Typically in control theory and
differential game theory we look
for necessary conditions for
optimality which usually turn out
to be in terms of Lagrange
multipliers.
Optimization over
time with randomness is essentially
stochastic optimal control, and the
main technique is
a version of dynamic programming.
An early proponent was Richard
Bellman.
The Black-Scholes Nobel prize work in
option pricing is a relatively
simple case of stochastic optimal
control.
So, in terms of MP1, constraint programming is, say,
find x in R^n so that
g(x) <= 0
that is, just find a point in the feasible
region R.
An example might be, yesterday
killed 5000 hogs and hung and chilled
the results. Today cut the hogs
and put the pieces in boxes
in 18 wheel trucks, about 40,000
pounds of load per truck, for
delivery to customers about 900
miles away.
Have only three bays in the loading
dock. So, want to know the order
in which to load the trucks to
get them all loaded in time.
So, have a constraint satisfacation
problem and not really an optimization
problem.
Fundamentally, i.e., in the sense
of computational complexity,
finding a feasible
point is as difficult as finding
an optimal point.
So, really, fundamentally,
constraint programming
is no easier than optimization.
IIRC at one time SAP and ILOG
were interested in CPLEX as
means of solving constraint
satisfaction problems. So,
to solve a constraint satisfaction
problem, start with some
optimization software.
If it loads quickly, why not? My connection is a sub 3ms ping to the nearby datacenters, what exactly is the bottleneck?

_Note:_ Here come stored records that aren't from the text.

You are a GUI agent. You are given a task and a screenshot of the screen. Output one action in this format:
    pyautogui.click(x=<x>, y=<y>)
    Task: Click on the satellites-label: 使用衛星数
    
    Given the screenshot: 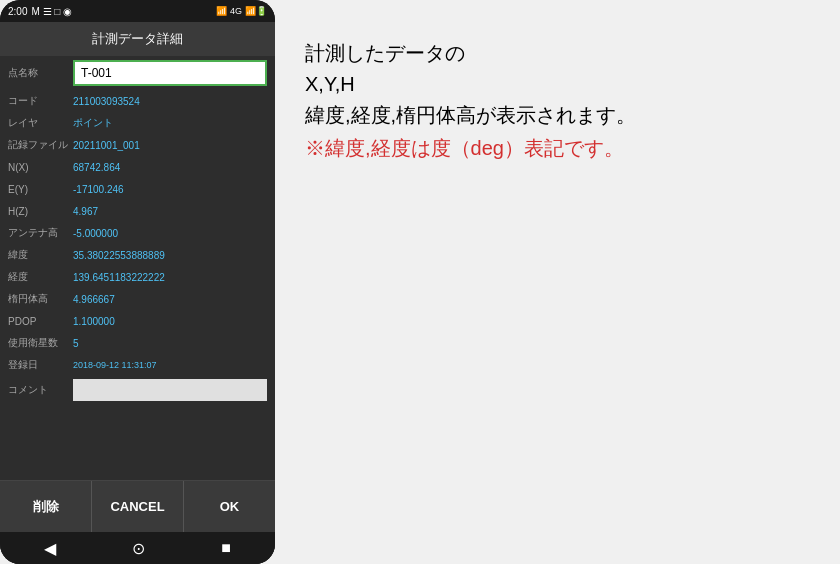 What is the action you would take?
    pyautogui.click(x=40, y=343)
    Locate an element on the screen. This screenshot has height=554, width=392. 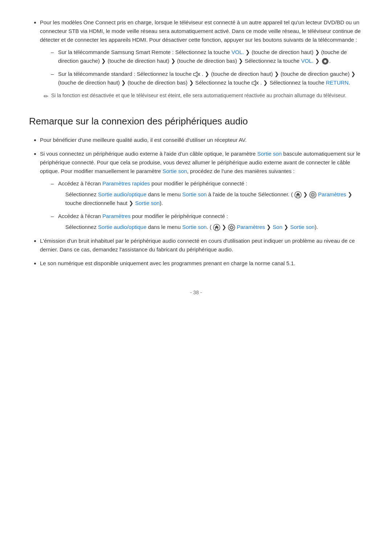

It's not to say there isn't a place for SPAs but I would argue many of these would be better suited to being full fledged desktop apps instead (better performance and snative integration).
Okay, for you there's no bottleneck, just woeful UI/UX. Seriously, seeing just one stateful element at a time, then pressing "Next". Wow, just wow.
I fully expect that when I type the first few digits of my credit card number that the site knows precisely which card provider I'm supplying and updates the UI (highlight the card type) accordingly and immediately update the security code field to request my 3-digit MasterCard CCV vs. a 4-digit AMEX CID.
To be clear, I'm not suggesting code needs to run on a client. One day when we all have fast enough connections (with minimal latency), including on mobile network, then perhaps all the code can run server-side and we just be streamed the output (video) - which again, updates in real-time!
However, living in the real world as it stands today, client-side scripting is a fantastic solution to a real-world problem i.e. latency and bandwidth constraints, and real-time responsive UIs.
Docstrings are for modules, classes, functions and methods, not variables mixed with the code.
And "optional" is a misnomer unless you only ever touch your own code. Programming is generally a social activity, so for most of us, "optional" means just means "inconsistently required".
I don't have a philosophical objection to typing, but I'm yet to see a syntax that won't muddy Python's.
> And "optional" is a misnomer unless you only ever touch your own code. Programming is generally a social activity, so for most of us, "optional" means just means "inconsistently required".
Optionally means that it's not required or mandatory.
You don't need to use it if you don't want to. If you're working on a project and the project follows a style guide then you follow the style guide, but nothing forces your bosses to require it. The code will run anyway.
It isn't good or bad. It's an optional feature. No one is forced to use it unless they specifically want it.
Your bosses aren't forced to use it. This means that if they don't want to use them and they don't believe the official style guide has to impose them, you don't have to use them.
If your bosses decide to impose them and change teh official style guide to require type annotation then your personal taste doesn't have any say in the subject either way, and you only need to act like a professional and be a team player.
But the key issue is that no one is forced to use optional features unless they really want to.
It does seem odd that a module could be partially static. If it was optional I'd prefer to see it enabled by a different filetype (e.g. pys, heh piss).